NPR Selects Poets Out Loud Prize Winner as a Best Book of 2018

This year’s winner of the Poets Out Loud Prize, Midden, by Julia Bouwsma, has just been named one of the best books of 2018 by NPR.

Midden charts the fragmented stories of the citizens of Malaga Island, whose mixed-race community was destroyed by the state of Maine in 1911. The residents were scattered, many incarcerated in the Maine School for the Feeble-Minded, others dying destitute. Poet Tess Taylor, staff writer for NPR, describes Bouwsma’s achievement:

Shuttling between the early 20th century and the cabin in Maine where Bouwsma now lives and farms, the poems summon and live with their ghosts with enormous, deliberate tenderness. "All winter, I tried to write the island/ to life, labored// these voices, the people torn/ up" she writes, before adding "all winter, the beaver hung in my shed,/ her body frozen and still, / upside down in the dark."
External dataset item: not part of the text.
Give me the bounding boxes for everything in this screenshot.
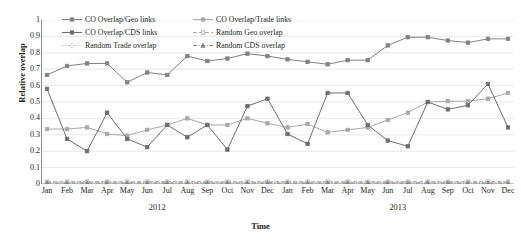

Midden was selected for the POL Prize by poet Afaa M. Weaver from over 200 manuscripts submitted. The POL Prizes Series, edited by Elisabeth Frost for Fordham Press, publishes two poetry titles annually in an international competition. Excerpts from the winner of the POL Editor’s Prize, Henk Rossouw’s Xamissa, have also been honored: selections have just been published in the anthology Best Experimental Writing 2018 from Wesleyan University Press.